It is official. Deloitte reports that the return on assets at US companies has been in free-fall since 1965. Competition has tightened margins. Both consumers and valued employees have benefited as prices have dropped and salaries have increased. And the counterweight to the bottom line problem (at least at banks) has been increasing leverage.
Leverage of course, generates risk; and with Enron as the moral exemplar to the current systemic financial mess, we all recognize that our system encourages the taking (and hiding) of risk. The crucible of capitalism may be creative destruction, but as we self-destruct, we might as well go down highly leveraged with minimal downside to us!!!
As shareholders, we actually risk only the entry cost of our equities when we wager in the belief that the sky is the limit. Despite our perfect desire for above average, secure and regular returns (reflected in the despair of Madoff investors), we are betting on a crapshoot and should recognize it as such. Its even better when the shares come free with the annual bonus— some might even say we’re incentivized to load the dice!
After all, all we personally risk (Who thinks about the “system”? Isn’t it there to be outsmarted?) is the value of the share, when we can gain the moon! This of course, is the economic parsing of rationality.

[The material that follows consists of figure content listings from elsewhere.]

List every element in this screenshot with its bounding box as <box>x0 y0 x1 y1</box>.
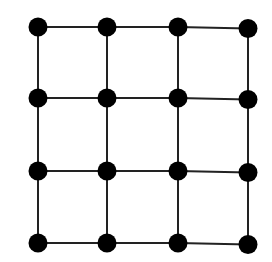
grid-graph-diagram <box>0 0 272 262</box>
edge-horizontal <box>178 27 248 29</box>
graph-node <box>169 89 188 108</box>
graph-node <box>239 19 258 38</box>
graph-node <box>98 234 117 253</box>
edges <box>38 27 248 245</box>
graph-node <box>29 18 48 37</box>
graph-node <box>239 235 258 254</box>
edge-horizontal <box>178 171 248 173</box>
graph-node <box>98 18 117 37</box>
edge-horizontal <box>178 243 248 245</box>
graph-node <box>239 163 258 182</box>
graph-node <box>29 162 48 181</box>
edge-horizontal <box>178 98 248 100</box>
graph-node <box>29 234 48 253</box>
graph-node <box>98 89 117 108</box>
nodes <box>29 18 258 255</box>
graph-node <box>239 90 258 109</box>
graph-node <box>29 89 48 108</box>
graph-node <box>98 162 117 181</box>
graph-node <box>169 162 188 181</box>
graph-node <box>169 234 188 253</box>
graph-node <box>169 18 188 37</box>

There is a downside of course to this pseudo-rationality of limited liability, as those of us with battered 401-k’s understand: the personal losses are deeply felt and real —- not rational outcomes of an economic wager.
As brokers understand, most of us enter the equities market with little real knowledge and the motivation only to increase the real value of what we have before it disappears.

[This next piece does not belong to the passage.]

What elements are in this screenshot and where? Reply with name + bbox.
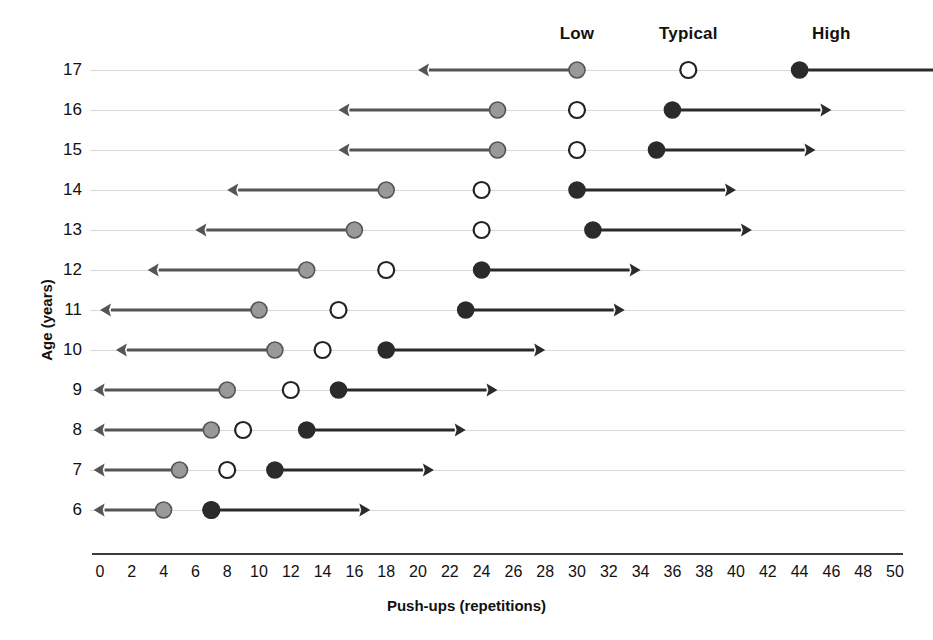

The spinning wheel of markets spins faster and faster. In this volatility who can be certain of its multiple variables?
The only sure-thing is betting on the bank: too big to fail and underwritten by governments both on the credit and debit sides, we haven’t really understood that the problem of agency is with the dealer: that tight industry-government linkage ensuring that our financial system works. What is it they say in Vegas? The house always wins. Until it doesn’t.